Rebel Tory MPs have made clear their intention to launch another attempt to get rid of Boris Johnson as party leader and Prime Minister.
Conservative MP Steve Baker has outlined how he will move against the Prime Minister if he is found to have knowingly misled parliament over partygate.
Baker, from the Brexit wing of the party, was one of the organisers who deposed Theresa May to make way for Johnson.
READ MORE: Boris Johnson insists leadership question is settled
A cross-party committee of MPs is investigating whether Johnson “knowingly misled” MPs when he claimed that there were no Downing Street parties.
Writing in the Times newspaper Baker, who has already called for Johnson to go, said resignation would be automatic if the PM mislead the Commons.
He wrote: “If he were not to resign in those circumstances, it may prove necessary to take action to remove him.”
Baker announced he will stand in the elections for the 1922 Committee which sets the rules on a confidence votes in Tory party leaders.

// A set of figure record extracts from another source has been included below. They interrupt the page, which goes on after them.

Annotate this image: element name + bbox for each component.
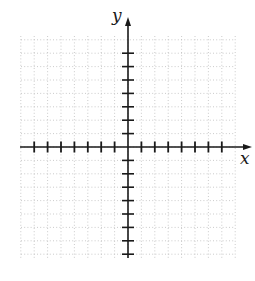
- axes: [20, 17, 252, 258]
- y-axis-arrow-icon: [125, 17, 131, 26]
- x-axis-label: x: [240, 150, 250, 167]
- y-axis-label: y: [112, 7, 122, 24]
- coordinate-plane: y x: [0, 0, 255, 281]
- coordinate-grid-svg: [0, 0, 255, 281]
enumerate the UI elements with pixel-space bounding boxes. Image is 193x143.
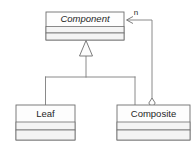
multiplicity-label: n xyxy=(134,8,138,17)
leaf-attributes-compartment xyxy=(16,122,75,130)
aggregation-line xyxy=(128,20,152,98)
class-box-component[interactable]: Component xyxy=(46,12,124,40)
composite-class-name: Composite xyxy=(131,108,176,119)
aggregation-relationship[interactable]: n xyxy=(127,8,156,108)
generalization-relationship[interactable] xyxy=(46,41,136,106)
component-attributes-compartment xyxy=(46,27,124,34)
class-box-leaf[interactable]: Leaf xyxy=(16,105,75,140)
leaf-class-name: Leaf xyxy=(36,108,55,119)
uml-class-diagram: n Component Leaf xyxy=(0,0,193,143)
class-box-composite[interactable]: Composite xyxy=(117,105,190,140)
diagram-canvas: n Component Leaf xyxy=(0,0,193,143)
leaf-operations-compartment xyxy=(16,130,75,140)
component-class-name: Component xyxy=(60,13,109,24)
composite-operations-compartment xyxy=(117,130,190,140)
generalization-triangle-icon xyxy=(80,41,93,57)
component-operations-compartment xyxy=(46,33,124,40)
composite-attributes-compartment xyxy=(117,122,190,130)
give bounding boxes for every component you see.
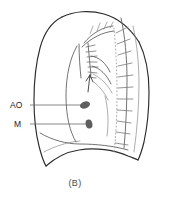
aorta-marker <box>79 100 91 110</box>
lateral-chest-diagram: AO M (B) <box>0 0 169 199</box>
upper-rib-arcs <box>82 22 114 47</box>
ao-label: AO <box>10 100 23 110</box>
figure-container: AO M (B) <box>0 0 169 199</box>
figure-caption: (B) <box>69 178 82 188</box>
ao-callout: AO <box>10 100 91 110</box>
mass-marker <box>85 119 93 129</box>
rib-tick-marks <box>115 27 133 145</box>
tracheal-tick-marks <box>86 45 98 78</box>
trachea-line <box>79 43 91 78</box>
m-label: M <box>14 119 21 129</box>
vertebral-column-dotted-line <box>114 28 117 152</box>
m-callout: M <box>14 119 93 129</box>
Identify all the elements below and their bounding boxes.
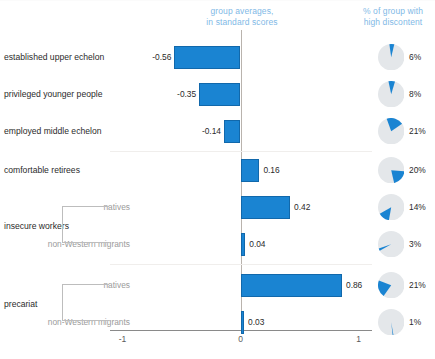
pie-percent-label: 20% bbox=[409, 165, 435, 175]
pie-percent-label: 21% bbox=[409, 126, 435, 136]
x-axis-tick: 0 bbox=[226, 334, 256, 344]
bracket-precariat bbox=[62, 284, 109, 321]
bar bbox=[241, 311, 245, 334]
bar-value-label: -0.14 bbox=[199, 120, 221, 143]
pie-chart bbox=[378, 81, 405, 108]
bar bbox=[241, 274, 342, 297]
bar-value-label: 0.04 bbox=[249, 233, 265, 256]
pie-percent-label: 6% bbox=[409, 52, 435, 62]
pie-chart bbox=[378, 157, 405, 184]
x-axis-tick: 1 bbox=[344, 334, 374, 344]
bar-value-label: -0.56 bbox=[149, 46, 171, 69]
bar-value-label: 0.03 bbox=[248, 311, 264, 334]
group-label-insecure-workers: insecure workers bbox=[4, 221, 69, 231]
pie-percent-label: 8% bbox=[409, 89, 435, 99]
pie-percent-label: 3% bbox=[409, 239, 435, 249]
pie-percent-label: 1% bbox=[409, 317, 435, 327]
pie-chart bbox=[378, 118, 405, 145]
bar-value-label: -0.35 bbox=[174, 83, 196, 106]
bar-value-label: 0.16 bbox=[263, 159, 279, 182]
pie-chart bbox=[378, 309, 405, 336]
bar bbox=[199, 83, 240, 106]
bar-value-label: 0.42 bbox=[294, 196, 310, 219]
pie-chart bbox=[378, 194, 405, 221]
column-header-group-averages: group averages, in standard scores bbox=[178, 6, 306, 27]
bar bbox=[224, 120, 241, 143]
bar bbox=[241, 233, 246, 256]
category-label-established-upper-echelon: established upper echelon bbox=[4, 52, 130, 62]
plot-area: -101 -0.56-0.35-0.140.160.420.040.860.03 bbox=[123, 30, 359, 330]
bar bbox=[174, 46, 240, 69]
x-axis-tick: -1 bbox=[108, 334, 138, 344]
pie-chart bbox=[378, 231, 405, 258]
bar bbox=[241, 196, 291, 219]
group-label-precariat: precariat bbox=[4, 299, 37, 309]
row-separator bbox=[110, 264, 372, 265]
chart-figure: group averages, in standard scores % of … bbox=[0, 0, 435, 359]
top-divider bbox=[0, 0, 435, 1]
bar bbox=[241, 159, 260, 182]
category-label-privileged-younger-people: privileged younger people bbox=[4, 89, 130, 99]
row-separator bbox=[110, 151, 372, 152]
bracket-insecure-workers bbox=[62, 206, 109, 243]
pie-chart bbox=[378, 272, 405, 299]
column-header-discontent: % of group with high discontent bbox=[352, 6, 434, 27]
pie-percent-label: 14% bbox=[409, 202, 435, 212]
pie-percent-label: 21% bbox=[409, 280, 435, 290]
category-label-employed-middle-echelon: employed middle echelon bbox=[4, 126, 130, 136]
category-label-comfortable-retirees: comfortable retirees bbox=[4, 165, 130, 175]
pie-chart bbox=[378, 44, 405, 71]
bar-value-label: 0.86 bbox=[346, 274, 362, 297]
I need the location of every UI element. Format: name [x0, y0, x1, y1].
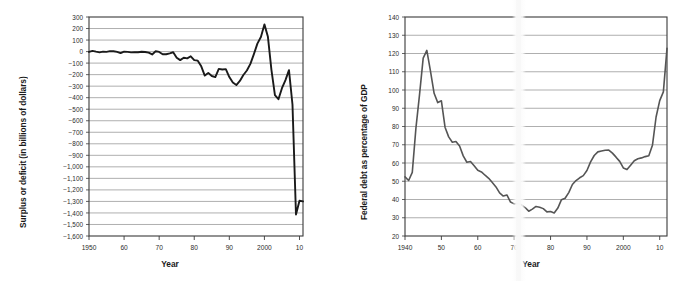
y-tick-label: 90 [392, 105, 400, 112]
y-tick-label: −500 [69, 106, 84, 113]
y-tick-label: 120 [388, 50, 399, 57]
x-tick-label: 1950 [82, 244, 97, 251]
y-tick-label: −900 [69, 152, 84, 159]
y-tick-label: 20 [392, 233, 400, 240]
y-tick-label: 130 [388, 32, 399, 39]
x-tick-label: 1940 [398, 244, 413, 251]
y-tick-label: 60 [392, 160, 400, 167]
y-tick-label: −700 [69, 129, 84, 136]
deficit-chart-panel: Surplus or deficit (in billions of dolla… [0, 0, 341, 281]
y-tick-label: −1,100 [63, 175, 83, 182]
deficit-chart-plot: 3002001000−100−200−300−400−500−600−700−8… [0, 0, 341, 281]
x-tick-label: 80 [191, 244, 199, 251]
x-tick-label: 10 [296, 244, 304, 251]
debt-chart-plot: 1401301201101009080706050403020194050607… [341, 0, 682, 281]
y-tick-label: −1,500 [63, 221, 83, 228]
y-tick-label: 140 [388, 14, 399, 21]
y-tick-label: 70 [392, 141, 400, 148]
y-tick-label: −100 [69, 60, 84, 67]
x-tick-label: 50 [438, 244, 446, 251]
x-tick-label: 2000 [257, 244, 272, 251]
y-tick-label: 110 [389, 68, 400, 75]
y-tick-label: −800 [69, 140, 84, 147]
y-tick-label: 100 [72, 37, 83, 44]
x-tick-label: 90 [226, 244, 234, 251]
y-tick-label: 50 [392, 178, 400, 185]
y-tick-label: 80 [392, 123, 400, 130]
y-tick-label: −1,200 [63, 186, 83, 193]
x-tick-label: 70 [510, 244, 518, 251]
x-tick-label: 60 [120, 244, 128, 251]
y-tick-label: 300 [72, 14, 83, 21]
y-tick-label: −200 [69, 71, 84, 78]
y-tick-label: −300 [69, 83, 84, 90]
plot-background [89, 17, 303, 236]
y-tick-label: −1,600 [63, 233, 83, 240]
y-tick-label: 0 [79, 48, 83, 55]
x-tick-label: 2000 [616, 244, 631, 251]
y-tick-label: 40 [392, 196, 400, 203]
y-tick-label: −1,400 [63, 210, 83, 217]
y-tick-label: −400 [69, 94, 84, 101]
debt-chart-panel: Federal debt as percentage of GDP Year 1… [341, 0, 682, 281]
x-tick-label: 60 [474, 244, 482, 251]
x-tick-label: 80 [547, 244, 555, 251]
y-tick-label: −1,300 [63, 198, 83, 205]
y-tick-label: 200 [72, 25, 83, 32]
y-tick-label: 100 [388, 87, 399, 94]
x-tick-label: 70 [155, 244, 163, 251]
y-tick-label: 30 [392, 214, 400, 221]
y-tick-label: −600 [69, 117, 84, 124]
two-chart-figure: Surplus or deficit (in billions of dolla… [0, 0, 682, 281]
x-tick-label: 90 [583, 244, 591, 251]
y-tick-label: −1,000 [63, 163, 83, 170]
x-tick-label: 10 [656, 244, 664, 251]
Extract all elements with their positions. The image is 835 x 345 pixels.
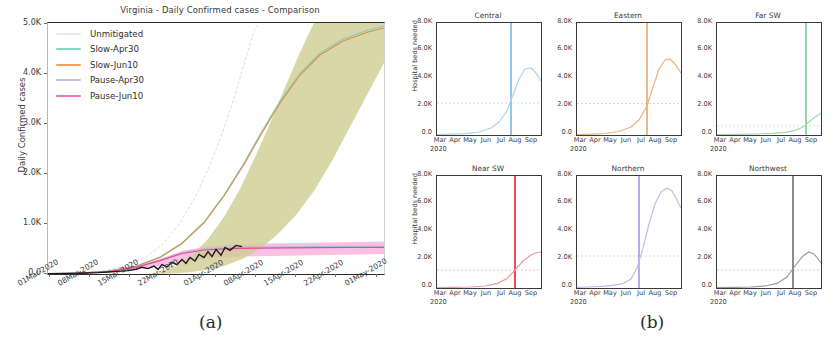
- subplot-northwest: Northwest 8.0K 6.0K 4.0K 2.0K 0.0 Mar Ap…: [716, 175, 820, 287]
- legend-swatch-slow-apr30: [56, 48, 81, 50]
- subplot-near-sw-ytick-8k: 8.0K: [406, 170, 432, 178]
- legend-swatch-slow-jun10: [56, 64, 81, 66]
- panel-a-ytick-5: 5.0K: [5, 18, 41, 27]
- legend-label-pause-apr30: Pause-Apr30: [90, 75, 144, 85]
- subplot-title-northwest: Northwest: [716, 164, 820, 173]
- subplot-near-sw-year: 2020: [430, 298, 447, 306]
- subplot-central-ytick-8k: 8.0K: [406, 17, 432, 25]
- legend-swatch-pause-jun10: [56, 95, 81, 97]
- subplot-title-eastern: Eastern: [576, 11, 680, 20]
- subplot-northwest-ytick-0: 0.0: [686, 281, 712, 289]
- subplot-eastern-xtick-sep: Sep: [661, 136, 681, 144]
- legend-label-unmitigated: Unmitigated: [90, 29, 143, 39]
- subplot-central-xtick-sep: Sep: [521, 136, 541, 144]
- legend-label-slow-jun10: Slow-Jun10: [90, 60, 138, 70]
- subplot-box-far-sw: [716, 22, 822, 136]
- subplot-northwest-xtick-sep: Sep: [801, 289, 821, 297]
- subplot-northwest-year: 2020: [710, 298, 727, 306]
- subplot-box-northern: [576, 175, 682, 289]
- subplot-northwest-ytick-4k: 4.0K: [686, 225, 712, 233]
- subplot-far-sw: Far SW 8.0K 6.0K 4.0K 2.0K 0.0 Mar Apr M…: [716, 22, 820, 134]
- subplot-central-ytick-6k: 6.0K: [406, 44, 432, 52]
- subplot-northern-ytick-6k: 6.0K: [546, 197, 572, 205]
- subplot-near-sw-ytick-6k: 6.0K: [406, 197, 432, 205]
- subplot-eastern-ytick-8k: 8.0K: [546, 17, 572, 25]
- legend-swatch-unmitigated: [56, 33, 81, 35]
- subplot-northwest-ytick-2k: 2.0K: [686, 253, 712, 261]
- subplot-far-sw-year: 2020: [710, 145, 727, 153]
- panel-a-daily-cases: Virginia - Daily Confirmed cases - Compa…: [0, 0, 400, 345]
- subplot-northwest-ytick-8k: 8.0K: [686, 170, 712, 178]
- subplot-far-sw-ytick-8k: 8.0K: [686, 17, 712, 25]
- legend-swatch-pause-apr30: [56, 79, 81, 81]
- subplot-far-sw-ytick-4k: 4.0K: [686, 72, 712, 80]
- legend-item-unmitigated[interactable]: Unmitigated: [56, 26, 206, 42]
- subplot-box-northwest: [716, 175, 822, 289]
- subplot-central-ytick-2k: 2.0K: [406, 100, 432, 108]
- subplot-central: Central 8.0K 6.0K 4.0K 2.0K 0.0 Mar Apr …: [436, 22, 540, 134]
- subplot-northern-ytick-4k: 4.0K: [546, 225, 572, 233]
- subplot-box-central: [436, 22, 542, 136]
- subplot-near-sw-xtick-sep: Sep: [521, 289, 541, 297]
- subplot-title-far-sw: Far SW: [716, 11, 820, 20]
- panel-a-ytick-2: 2.0K: [5, 168, 41, 177]
- subfigure-caption-b: (b): [640, 312, 664, 332]
- subplot-central-ytick-0: 0.0: [406, 128, 432, 136]
- subplot-near-sw: Near SW 8.0K 6.0K 4.0K 2.0K 0.0 Mar Apr …: [436, 175, 540, 287]
- subplot-title-near-sw: Near SW: [436, 164, 540, 173]
- subplot-title-central: Central: [436, 11, 540, 20]
- panel-a-ytick-3: 3.0K: [5, 118, 41, 127]
- legend-label-pause-jun10: Pause-Jun10: [90, 91, 143, 101]
- figure-root: Virginia - Daily Confirmed cases - Compa…: [0, 0, 835, 345]
- legend-item-pause-jun10[interactable]: Pause-Jun10: [56, 88, 206, 104]
- subplot-central-year: 2020: [430, 145, 447, 153]
- subplot-title-northern: Northern: [576, 164, 680, 173]
- legend-label-slow-apr30: Slow-Apr30: [90, 44, 139, 54]
- subplot-far-sw-ytick-0: 0.0: [686, 128, 712, 136]
- subplot-near-sw-ytick-2k: 2.0K: [406, 253, 432, 261]
- subplot-northern-year: 2020: [570, 298, 587, 306]
- legend-item-slow-apr30[interactable]: Slow-Apr30: [56, 42, 206, 58]
- subplot-eastern-ytick-0: 0.0: [546, 128, 572, 136]
- subplot-far-sw-xtick-sep: Sep: [801, 136, 821, 144]
- subplot-far-sw-ytick-2k: 2.0K: [686, 100, 712, 108]
- panel-a-legend: Unmitigated Slow-Apr30 Slow-Jun10 Pause-…: [56, 26, 206, 104]
- legend-item-pause-apr30[interactable]: Pause-Apr30: [56, 73, 206, 89]
- subplot-box-near-sw: [436, 175, 542, 289]
- legend-item-slow-jun10[interactable]: Slow-Jun10: [56, 57, 206, 73]
- subplot-near-sw-ytick-4k: 4.0K: [406, 225, 432, 233]
- subplot-far-sw-ytick-6k: 6.0K: [686, 44, 712, 52]
- subplot-northern-ytick-8k: 8.0K: [546, 170, 572, 178]
- subplot-eastern-ytick-6k: 6.0K: [546, 44, 572, 52]
- subplot-eastern: Eastern 8.0K 6.0K 4.0K 2.0K 0.0 Mar Apr …: [576, 22, 680, 134]
- subplot-central-ytick-4k: 4.0K: [406, 72, 432, 80]
- subplot-eastern-ytick-4k: 4.0K: [546, 72, 572, 80]
- subplot-northern-ytick-2k: 2.0K: [546, 253, 572, 261]
- subplot-northern-ytick-0: 0.0: [546, 281, 572, 289]
- subplot-eastern-year: 2020: [570, 145, 587, 153]
- panel-a-ytick-1: 1.0K: [5, 218, 41, 227]
- subfigure-caption-a: (a): [199, 312, 222, 332]
- subplot-near-sw-ytick-0: 0.0: [406, 281, 432, 289]
- subplot-box-eastern: [576, 22, 682, 136]
- panel-a-title: Virginia - Daily Confirmed cases - Compa…: [100, 5, 340, 15]
- panel-b-hospital-beds: Hospital beds needed Hospital beds neede…: [400, 0, 835, 345]
- panel-a-ytick-4: 4.0K: [5, 68, 41, 77]
- subplot-northern: Northern 8.0K 6.0K 4.0K 2.0K 0.0 Mar Apr…: [576, 175, 680, 287]
- subplot-northwest-ytick-6k: 6.0K: [686, 197, 712, 205]
- subplot-northern-xtick-sep: Sep: [661, 289, 681, 297]
- subplot-eastern-ytick-2k: 2.0K: [546, 100, 572, 108]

Johnson won a confidence vote earlier this month, although 148 Tory MPs voted for his removal.
Under current rules, another vote cannot be held for a year.
Baker, the first backbencher to announce his candidacy to the 1922, said the committee must be “quick and resolute” in changing the rules if the PM is found to have breached the ministerial code.
Baker added: “It is one thing to make an inadvertent error, but intolerable to deliberately mislead.”
Johnson, who is travelling from a G7 meeting Germany to a Nato summit in Madrid, has brushed off talk of removing him.
He told reporters accompanying him on the trip that the leadership issue was settled with a “renewed mandate” from Tory MPs and goaded rebels with a boast that he planned to go on for three terms as Prime Minister.